A number of important works appeared in 1914, the centenary year of Shevchenko’s birth: Vasyl Shchurat’s collection of articles Z zhyttia i tvorchosty Tarasa Shevchenka (From the Life and Works of Taras Shevchenko; Oleksii Novytsky’s Taras Shevchenko iak maliar (Taras Shevchenko as an Artist, 1914), the first major study on that subject; and Yakym Yarema’s ‘Uiava Shevchenka’ (Shevchenko’s Imagination), a study of the metaphor in Shevchenko's poetry, published in a Ternopil gymnasium’s annual report in 1914.

A major contribution to Shevchenko studies was written by the Swedish Slavist Alfred Jensen; his monograph Taras Schewtschenko: Ein ukrainisches Dichter-leben (1916) pointed to the universal themes and concerns in Shevchenko's poetry. Stepan Balei produced the first psychological analysis of Shevchenko's works, Z psykholohiï tvorchosty Shevchenka (On the Psychology of Shevchenko's Creativity, 1916).

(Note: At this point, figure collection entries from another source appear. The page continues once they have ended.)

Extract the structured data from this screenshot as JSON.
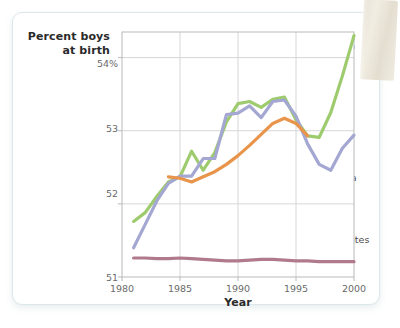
{
  "card": {
    "tape_name": "tape-strip"
  },
  "chart_data": {
    "type": "line",
    "title": "",
    "xlabel": "Year",
    "ylabel": "Percent boys\nat birth",
    "ylabel_line1": "Percent boys",
    "ylabel_line2": "at birth",
    "xlim": [
      1980,
      2000
    ],
    "ylim": [
      51,
      54.35
    ],
    "xticks": [
      "1980",
      "1985",
      "1990",
      "1995",
      "2000"
    ],
    "xtick_values": [
      1980,
      1985,
      1990,
      1995,
      2000
    ],
    "yticks": [
      "51",
      "52",
      "53",
      "54%"
    ],
    "ytick_values": [
      51,
      52,
      53,
      54
    ],
    "grid": true,
    "legend_position": "inline-annotations",
    "colors": {
      "china": "#9ecb6e",
      "south_korea": "#a3a7d1",
      "india": "#e8944a",
      "united_states": "#b07a8c",
      "grid": "#d6d6d6",
      "frame": "#b9b9b9",
      "tick_text": "#6a6a6a",
      "axis_title": "#2a2a2a"
    },
    "series": [
      {
        "name": "China",
        "label": "China",
        "color": "#9ecb6e",
        "x": [
          1981,
          1982,
          1983,
          1984,
          1985,
          1986,
          1987,
          1988,
          1989,
          1990,
          1991,
          1992,
          1993,
          1994,
          1995,
          1996,
          1997,
          1998,
          1999,
          2000
        ],
        "values": [
          51.76,
          51.88,
          52.1,
          52.3,
          52.37,
          52.72,
          52.46,
          52.7,
          53.12,
          53.37,
          53.4,
          53.32,
          53.43,
          53.46,
          53.15,
          52.93,
          52.91,
          53.25,
          53.75,
          54.3
        ]
      },
      {
        "name": "South Korea",
        "label": "South Korea",
        "color": "#a3a7d1",
        "x": [
          1981,
          1982,
          1983,
          1984,
          1985,
          1986,
          1987,
          1988,
          1989,
          1990,
          1991,
          1992,
          1993,
          1994,
          1995,
          1996,
          1997,
          1998,
          1999,
          2000
        ],
        "values": [
          51.4,
          51.72,
          52.04,
          52.28,
          52.38,
          52.38,
          52.62,
          52.62,
          53.22,
          53.24,
          53.34,
          53.18,
          53.4,
          53.42,
          53.2,
          52.82,
          52.54,
          52.46,
          52.76,
          52.94
        ]
      },
      {
        "name": "India",
        "label": "India",
        "color": "#e8944a",
        "x": [
          1984,
          1985,
          1986,
          1987,
          1988,
          1989,
          1990,
          1991,
          1992,
          1993,
          1994,
          1995,
          1996
        ],
        "values": [
          52.37,
          52.35,
          52.3,
          52.37,
          52.44,
          52.54,
          52.66,
          52.8,
          52.95,
          53.1,
          53.17,
          53.1,
          52.93
        ]
      },
      {
        "name": "United States",
        "label": "United States",
        "color": "#b07a8c",
        "x": [
          1981,
          1982,
          1983,
          1984,
          1985,
          1986,
          1987,
          1988,
          1989,
          1990,
          1991,
          1992,
          1993,
          1994,
          1995,
          1996,
          1997,
          1998,
          1999,
          2000
        ],
        "values": [
          51.26,
          51.26,
          51.25,
          51.25,
          51.26,
          51.25,
          51.24,
          51.23,
          51.22,
          51.22,
          51.23,
          51.24,
          51.24,
          51.23,
          51.22,
          51.22,
          51.21,
          51.21,
          51.21,
          51.21
        ]
      }
    ],
    "annotations": [
      {
        "text": "China",
        "x_px": 328,
        "y_px": 46
      },
      {
        "text": "India",
        "x_px": 313,
        "y_px": 140
      },
      {
        "text": "South Korea",
        "x_px": 300,
        "y_px": 178
      },
      {
        "text": "United States",
        "x_px": 306,
        "y_px": 240
      }
    ]
  }
}
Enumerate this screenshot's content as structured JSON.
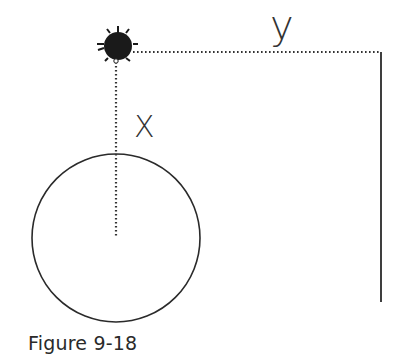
{
  "figure": {
    "caption": "Figure 9-18",
    "labels": {
      "x": "X",
      "y": "y"
    },
    "elements": {
      "mass": {
        "cx": 118,
        "cy": 46,
        "r": 15,
        "color": "#1a1a1a"
      },
      "x_line": {
        "x": 116,
        "y1": 62,
        "y2": 238,
        "style": "dotted"
      },
      "y_line": {
        "y": 52,
        "x1": 133,
        "x2": 381,
        "style": "dotted"
      },
      "wall": {
        "x": 381,
        "y1": 52,
        "y2": 302,
        "style": "solid"
      },
      "circle": {
        "cx": 116,
        "cy": 238,
        "r": 84
      }
    },
    "colors": {
      "ink": "#2a2a2a",
      "background": "#ffffff"
    }
  }
}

Shevchenko studies continued developing during the 1917–20 struggle for Ukraine’s independence and in the 1920s under the early Soviet regime. Scholars at the All-Ukrainian Academy of Sciences (VUAN) wrote on Shevchenko using various approaches: research and documentation (Serhii Yefremov, Mykhailo Novytsky, Volodymyr V. Miiakovsky, Yevhen Markovsky); the sociology of literature (Dmytro Bahalii, Yosyf Hermaize, Oleksander Doroshkevych, Mykola Plevako, Volodymyr Koriak); esthetic criticism (Pavlo Fylypovych, Viktor Petrov, Petro Rulin, B. Varneke); and formalism (Borys Yakubsky, Ahapii Shamrai, Yarema Aizenshtok, Borys Navrotsky). The first Soviet book in Shevchenko studies was the essay collection Taras Shevchenko (1921), edited by Yevhen Hryhoruk and Fylypovych, published on the 60th anniversary of the poet's death. Many important studies of Shevchenko were published in the jubilee collections Shevchenkivs’kyi zbirnyk (The Shevchenko Miscellany, 1924) and Shevchenko ta ioho doba (Shevchenko and His Era, 2 vols, 1925–6]). Notable studies also appeared separately: Aizenshtok's booklet Shevchenkoznavstvo—suchasna problema (Shevchenko Studies: A Current Problem, 1922); Bahalii's T. H. Shevchenko i Kyrylo-Metodiïvtsi (T. H. Shevchenko and the Cyrillo-Methodians, 1925); Oleksander Bahrii's Taras Shevchenko v literaturnoi obstanovke (Taras Shevchenko’s Literary Environment, 1925); and Plevako's Shevchenko i krytyka (Shevchenko and Criticism, 1926) . In Polish-ruled interwar Galicia, two important studies appeared: Ilarion Svientsitsky's Shevchenko v svitli krytyky i diisnosty (Shevchenko in the Light of Criticism and Reality, 1922) and Mykhailo Vozniak's Shevchenko i kniazhna Repnina (Shevchenko and Princess Repnina, 1925).